Alex Ferguson assumed the role of caretaker Scotland boss, but the lure of managing a major club in England drew him south. Ferguson, who had transformed the fortunes of Aberdeen, winning the European Cup Winners Cup in 1983 against Real Madrid, took over the helm at Manchester United in 1986. The first three years were barren and there were frequent calls for him to be sacked. But an FA Cup win in 1990 signalled the return of happy days to Old Trafford. The first of Ferguson's nine league titles to date was secured in 1993, while in 1999 Manchester United won the English Premiership, the FA Cup and, after scoring two goals in injury time in the final, also became champions of Europe.
Busby, Shankly, Stein and Ferguson are managerial greats. But as at Liverpool's Kop, they do not walk alone. Scotland continues to churn out coaches who are well regarded, dynamic and, above all, successful. Walter Smith, Graeme Souness, Kenny Dalglish, Alex McLeish, David Moyes, and the new Scotland boss George Burley are, or have, all been at the top of the game.
And as George Burley considers his future tactics, he might consider calling on David Duke. Because Duke, formerly homeless and with a serious drink problem, is also a World Cup winner. Three years ago with apparently nothing to live for, he got involved in the Homeless World Cup. Football for David Duke became, as it had been for his heroes like Stein and Ferguson, a way out. Last year he became manager of Scotland's Homeless Team and led them to victory in the World Cup in Copenhagen. Now settled in his own home, David helps others to turn their life around, just as he has done.
If you can play football, play. If you can manage footballers, manage. But the enduring appeal of the game on the national psyche is such that Scots are even adapting football to art and technology. Take artist and film-maker Douglas Gordon's work "Zidane: A 21st century portrait" or the technical wizardry of Gary Paterson. Unknown to most, Gary's work with EA Sports means millions worldwide can play, manage and experience the thrills of the world's greatest game on their x-box or play station.
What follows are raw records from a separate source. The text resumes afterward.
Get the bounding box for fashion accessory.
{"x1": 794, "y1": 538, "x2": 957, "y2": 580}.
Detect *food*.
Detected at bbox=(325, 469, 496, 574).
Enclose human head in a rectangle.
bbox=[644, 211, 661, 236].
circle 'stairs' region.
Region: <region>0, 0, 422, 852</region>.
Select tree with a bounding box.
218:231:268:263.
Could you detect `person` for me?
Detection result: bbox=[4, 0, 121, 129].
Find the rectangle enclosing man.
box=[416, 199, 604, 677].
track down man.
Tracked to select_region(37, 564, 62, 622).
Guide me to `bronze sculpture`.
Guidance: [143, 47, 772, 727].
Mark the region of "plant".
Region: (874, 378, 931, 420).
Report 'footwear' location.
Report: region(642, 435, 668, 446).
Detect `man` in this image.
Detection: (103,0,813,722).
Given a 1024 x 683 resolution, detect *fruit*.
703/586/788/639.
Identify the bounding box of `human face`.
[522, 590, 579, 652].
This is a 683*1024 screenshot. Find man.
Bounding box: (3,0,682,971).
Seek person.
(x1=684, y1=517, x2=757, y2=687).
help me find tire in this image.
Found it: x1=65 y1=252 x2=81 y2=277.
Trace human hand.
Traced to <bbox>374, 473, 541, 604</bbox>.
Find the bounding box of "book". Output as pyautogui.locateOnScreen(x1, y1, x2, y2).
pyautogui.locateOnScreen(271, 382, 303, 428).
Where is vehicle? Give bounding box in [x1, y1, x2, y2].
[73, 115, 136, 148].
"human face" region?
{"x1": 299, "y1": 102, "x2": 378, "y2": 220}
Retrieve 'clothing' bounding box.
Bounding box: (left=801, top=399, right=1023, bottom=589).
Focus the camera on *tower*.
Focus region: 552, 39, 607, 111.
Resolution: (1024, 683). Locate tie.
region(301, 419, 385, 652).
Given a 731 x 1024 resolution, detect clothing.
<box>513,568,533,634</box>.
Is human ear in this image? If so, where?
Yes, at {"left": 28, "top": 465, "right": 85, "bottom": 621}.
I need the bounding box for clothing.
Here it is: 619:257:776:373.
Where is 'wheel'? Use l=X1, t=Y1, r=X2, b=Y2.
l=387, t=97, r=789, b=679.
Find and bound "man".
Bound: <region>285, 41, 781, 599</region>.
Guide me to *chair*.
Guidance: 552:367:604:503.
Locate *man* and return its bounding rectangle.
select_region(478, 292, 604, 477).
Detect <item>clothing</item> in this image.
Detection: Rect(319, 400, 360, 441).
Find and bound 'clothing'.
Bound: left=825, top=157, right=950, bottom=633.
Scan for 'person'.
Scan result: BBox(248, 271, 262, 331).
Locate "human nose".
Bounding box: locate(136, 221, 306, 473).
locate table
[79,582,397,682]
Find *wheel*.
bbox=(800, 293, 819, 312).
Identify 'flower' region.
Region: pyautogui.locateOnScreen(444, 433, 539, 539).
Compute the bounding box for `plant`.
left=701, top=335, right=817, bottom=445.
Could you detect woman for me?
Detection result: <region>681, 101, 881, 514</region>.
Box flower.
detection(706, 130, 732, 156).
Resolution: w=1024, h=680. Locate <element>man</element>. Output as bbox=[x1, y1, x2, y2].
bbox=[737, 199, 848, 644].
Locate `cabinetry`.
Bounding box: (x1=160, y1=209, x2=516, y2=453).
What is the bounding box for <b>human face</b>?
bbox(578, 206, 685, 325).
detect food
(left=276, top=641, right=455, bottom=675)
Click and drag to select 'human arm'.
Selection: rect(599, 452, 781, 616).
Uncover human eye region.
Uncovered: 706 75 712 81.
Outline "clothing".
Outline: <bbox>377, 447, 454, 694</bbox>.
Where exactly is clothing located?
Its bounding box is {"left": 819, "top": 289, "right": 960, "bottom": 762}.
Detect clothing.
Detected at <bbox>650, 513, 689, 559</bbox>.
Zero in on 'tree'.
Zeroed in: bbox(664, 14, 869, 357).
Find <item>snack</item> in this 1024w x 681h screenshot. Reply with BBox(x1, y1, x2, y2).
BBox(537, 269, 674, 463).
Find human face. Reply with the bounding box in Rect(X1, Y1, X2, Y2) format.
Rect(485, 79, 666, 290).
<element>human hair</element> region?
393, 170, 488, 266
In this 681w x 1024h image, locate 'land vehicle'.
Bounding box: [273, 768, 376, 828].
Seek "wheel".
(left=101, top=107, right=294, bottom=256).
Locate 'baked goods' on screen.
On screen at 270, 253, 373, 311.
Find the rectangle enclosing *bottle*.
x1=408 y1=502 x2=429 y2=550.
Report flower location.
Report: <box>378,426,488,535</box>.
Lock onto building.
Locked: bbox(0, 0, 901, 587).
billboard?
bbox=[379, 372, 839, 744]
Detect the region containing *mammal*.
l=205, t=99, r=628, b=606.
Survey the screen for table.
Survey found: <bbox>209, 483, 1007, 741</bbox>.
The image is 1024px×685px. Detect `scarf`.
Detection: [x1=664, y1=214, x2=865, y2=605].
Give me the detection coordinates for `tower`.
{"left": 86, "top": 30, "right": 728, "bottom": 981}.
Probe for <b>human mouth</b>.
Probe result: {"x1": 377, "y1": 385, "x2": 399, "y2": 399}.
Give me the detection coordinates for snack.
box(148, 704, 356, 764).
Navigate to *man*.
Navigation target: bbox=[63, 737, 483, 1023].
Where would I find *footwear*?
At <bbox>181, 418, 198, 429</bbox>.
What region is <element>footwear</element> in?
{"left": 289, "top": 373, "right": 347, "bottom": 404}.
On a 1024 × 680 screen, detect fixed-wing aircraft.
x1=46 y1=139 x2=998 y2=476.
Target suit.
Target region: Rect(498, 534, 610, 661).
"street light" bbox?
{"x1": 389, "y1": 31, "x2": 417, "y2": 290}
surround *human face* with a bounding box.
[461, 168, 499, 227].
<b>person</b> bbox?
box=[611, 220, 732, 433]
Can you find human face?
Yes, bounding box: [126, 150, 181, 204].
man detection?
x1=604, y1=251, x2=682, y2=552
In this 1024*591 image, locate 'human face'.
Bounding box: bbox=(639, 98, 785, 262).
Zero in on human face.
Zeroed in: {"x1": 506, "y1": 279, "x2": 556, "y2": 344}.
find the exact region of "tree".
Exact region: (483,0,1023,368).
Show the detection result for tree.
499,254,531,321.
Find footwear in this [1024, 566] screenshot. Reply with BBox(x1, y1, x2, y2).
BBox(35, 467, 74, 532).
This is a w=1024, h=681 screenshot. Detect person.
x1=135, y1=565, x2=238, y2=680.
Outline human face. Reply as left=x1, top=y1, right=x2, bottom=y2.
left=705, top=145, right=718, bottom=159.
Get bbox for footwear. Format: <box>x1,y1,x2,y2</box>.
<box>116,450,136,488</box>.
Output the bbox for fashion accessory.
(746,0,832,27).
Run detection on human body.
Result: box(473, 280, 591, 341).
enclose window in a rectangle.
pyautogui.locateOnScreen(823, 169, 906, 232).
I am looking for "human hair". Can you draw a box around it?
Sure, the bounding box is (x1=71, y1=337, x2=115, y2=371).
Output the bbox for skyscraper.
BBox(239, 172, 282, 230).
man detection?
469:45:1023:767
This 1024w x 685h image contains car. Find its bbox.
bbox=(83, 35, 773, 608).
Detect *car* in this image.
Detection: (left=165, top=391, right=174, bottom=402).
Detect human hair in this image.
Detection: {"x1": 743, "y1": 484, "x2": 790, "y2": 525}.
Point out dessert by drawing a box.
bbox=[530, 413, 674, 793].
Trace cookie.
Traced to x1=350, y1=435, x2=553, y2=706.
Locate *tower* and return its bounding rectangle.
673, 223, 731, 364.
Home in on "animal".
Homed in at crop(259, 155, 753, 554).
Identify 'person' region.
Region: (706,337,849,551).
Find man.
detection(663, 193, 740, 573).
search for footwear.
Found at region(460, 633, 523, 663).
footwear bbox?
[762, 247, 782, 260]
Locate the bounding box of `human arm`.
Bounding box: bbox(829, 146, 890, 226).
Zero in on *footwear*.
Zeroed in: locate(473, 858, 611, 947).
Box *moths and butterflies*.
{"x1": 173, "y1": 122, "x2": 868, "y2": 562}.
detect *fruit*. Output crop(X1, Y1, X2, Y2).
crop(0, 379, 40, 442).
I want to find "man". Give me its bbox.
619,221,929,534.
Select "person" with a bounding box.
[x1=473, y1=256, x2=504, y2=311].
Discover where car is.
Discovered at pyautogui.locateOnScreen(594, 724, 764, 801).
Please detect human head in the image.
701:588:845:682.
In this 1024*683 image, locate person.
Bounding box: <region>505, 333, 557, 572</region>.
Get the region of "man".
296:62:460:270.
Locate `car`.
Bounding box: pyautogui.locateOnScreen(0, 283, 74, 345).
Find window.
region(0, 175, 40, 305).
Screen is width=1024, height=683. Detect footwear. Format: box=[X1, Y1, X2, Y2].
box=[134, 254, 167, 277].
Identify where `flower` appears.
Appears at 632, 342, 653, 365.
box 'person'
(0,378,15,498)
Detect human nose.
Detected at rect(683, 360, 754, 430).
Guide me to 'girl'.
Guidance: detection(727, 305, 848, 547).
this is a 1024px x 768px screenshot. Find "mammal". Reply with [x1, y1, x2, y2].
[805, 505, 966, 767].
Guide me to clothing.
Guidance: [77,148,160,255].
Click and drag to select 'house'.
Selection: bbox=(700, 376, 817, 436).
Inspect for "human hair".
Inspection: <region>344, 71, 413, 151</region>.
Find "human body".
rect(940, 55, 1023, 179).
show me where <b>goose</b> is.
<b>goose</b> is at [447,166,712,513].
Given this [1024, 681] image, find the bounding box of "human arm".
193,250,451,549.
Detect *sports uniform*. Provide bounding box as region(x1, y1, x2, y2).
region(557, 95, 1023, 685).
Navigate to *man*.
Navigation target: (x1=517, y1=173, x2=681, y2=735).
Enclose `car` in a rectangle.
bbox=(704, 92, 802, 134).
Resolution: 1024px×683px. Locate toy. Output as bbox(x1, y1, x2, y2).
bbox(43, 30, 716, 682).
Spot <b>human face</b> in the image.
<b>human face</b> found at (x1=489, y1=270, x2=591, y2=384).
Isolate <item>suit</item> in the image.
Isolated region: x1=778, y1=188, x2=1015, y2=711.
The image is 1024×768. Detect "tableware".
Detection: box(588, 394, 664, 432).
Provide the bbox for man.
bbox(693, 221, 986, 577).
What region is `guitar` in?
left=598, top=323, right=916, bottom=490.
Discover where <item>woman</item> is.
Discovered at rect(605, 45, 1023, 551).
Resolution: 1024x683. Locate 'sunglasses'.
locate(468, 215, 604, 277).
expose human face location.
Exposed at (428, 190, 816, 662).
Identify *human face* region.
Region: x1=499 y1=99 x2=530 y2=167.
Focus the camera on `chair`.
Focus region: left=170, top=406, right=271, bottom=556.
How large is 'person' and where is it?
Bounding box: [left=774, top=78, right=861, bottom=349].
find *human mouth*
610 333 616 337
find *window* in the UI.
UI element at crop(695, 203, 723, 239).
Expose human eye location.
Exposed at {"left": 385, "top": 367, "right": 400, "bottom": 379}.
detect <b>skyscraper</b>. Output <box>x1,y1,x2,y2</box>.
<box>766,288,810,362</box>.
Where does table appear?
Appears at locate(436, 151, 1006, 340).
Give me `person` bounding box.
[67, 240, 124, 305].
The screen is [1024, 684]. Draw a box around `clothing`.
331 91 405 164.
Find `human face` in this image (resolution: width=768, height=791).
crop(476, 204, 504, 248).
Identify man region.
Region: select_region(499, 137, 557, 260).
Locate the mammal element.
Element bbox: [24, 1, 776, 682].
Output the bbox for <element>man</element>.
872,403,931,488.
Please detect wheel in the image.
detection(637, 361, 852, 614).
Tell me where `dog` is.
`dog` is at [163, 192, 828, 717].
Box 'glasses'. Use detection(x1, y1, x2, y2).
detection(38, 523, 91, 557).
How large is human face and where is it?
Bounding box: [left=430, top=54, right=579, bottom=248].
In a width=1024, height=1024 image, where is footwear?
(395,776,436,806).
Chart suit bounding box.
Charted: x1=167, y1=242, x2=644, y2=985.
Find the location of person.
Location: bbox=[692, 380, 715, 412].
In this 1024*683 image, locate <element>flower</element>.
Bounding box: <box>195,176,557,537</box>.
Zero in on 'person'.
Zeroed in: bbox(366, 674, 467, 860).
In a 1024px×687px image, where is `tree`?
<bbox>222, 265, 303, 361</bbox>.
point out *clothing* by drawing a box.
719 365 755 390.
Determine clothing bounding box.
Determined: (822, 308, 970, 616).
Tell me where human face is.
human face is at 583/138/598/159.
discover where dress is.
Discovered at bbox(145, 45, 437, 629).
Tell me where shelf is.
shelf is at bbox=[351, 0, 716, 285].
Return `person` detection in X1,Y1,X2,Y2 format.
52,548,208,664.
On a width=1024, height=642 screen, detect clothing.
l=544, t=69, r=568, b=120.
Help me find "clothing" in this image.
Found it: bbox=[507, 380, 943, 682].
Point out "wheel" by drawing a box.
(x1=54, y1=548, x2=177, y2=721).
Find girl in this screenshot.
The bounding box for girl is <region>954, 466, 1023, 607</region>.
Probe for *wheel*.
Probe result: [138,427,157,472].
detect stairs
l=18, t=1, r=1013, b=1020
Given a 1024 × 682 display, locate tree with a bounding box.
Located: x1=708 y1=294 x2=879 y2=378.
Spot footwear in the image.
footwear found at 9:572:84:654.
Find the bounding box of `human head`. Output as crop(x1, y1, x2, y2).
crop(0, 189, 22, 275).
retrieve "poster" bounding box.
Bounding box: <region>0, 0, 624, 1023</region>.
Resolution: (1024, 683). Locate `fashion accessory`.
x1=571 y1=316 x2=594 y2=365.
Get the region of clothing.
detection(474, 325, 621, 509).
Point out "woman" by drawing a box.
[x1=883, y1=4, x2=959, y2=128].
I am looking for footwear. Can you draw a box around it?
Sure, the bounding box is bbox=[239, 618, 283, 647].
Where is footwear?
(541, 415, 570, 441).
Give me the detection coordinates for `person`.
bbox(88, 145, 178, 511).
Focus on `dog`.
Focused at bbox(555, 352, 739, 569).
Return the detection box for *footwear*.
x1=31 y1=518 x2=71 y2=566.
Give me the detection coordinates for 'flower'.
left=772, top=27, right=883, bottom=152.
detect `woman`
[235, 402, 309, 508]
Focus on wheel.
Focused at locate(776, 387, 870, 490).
As Bill Shankly once said, "Some people say that football is a matter of life and death. I can assure you that it is much more serious than that."
Further Information
- (The links below may direct you to an external website)
- www.scottishfootballmuseum.org.uk
- www.uefa.com
- www.shankly.com
- www.homelessworldcup.org
- www.anpost.ie
- Scotland.org - The Firhill Flyer
- Scotland.org - Scottish Football
- Scotland.org - The roar of the crows
- www.rangers.premiumtv.co.uk
- www.homecomingscotland.com
- film.guardian.co.uk
- www.luath.co.uk - 100 Favourite Scottish Football Poems
Published February 2008. Featured content correct at date of publication.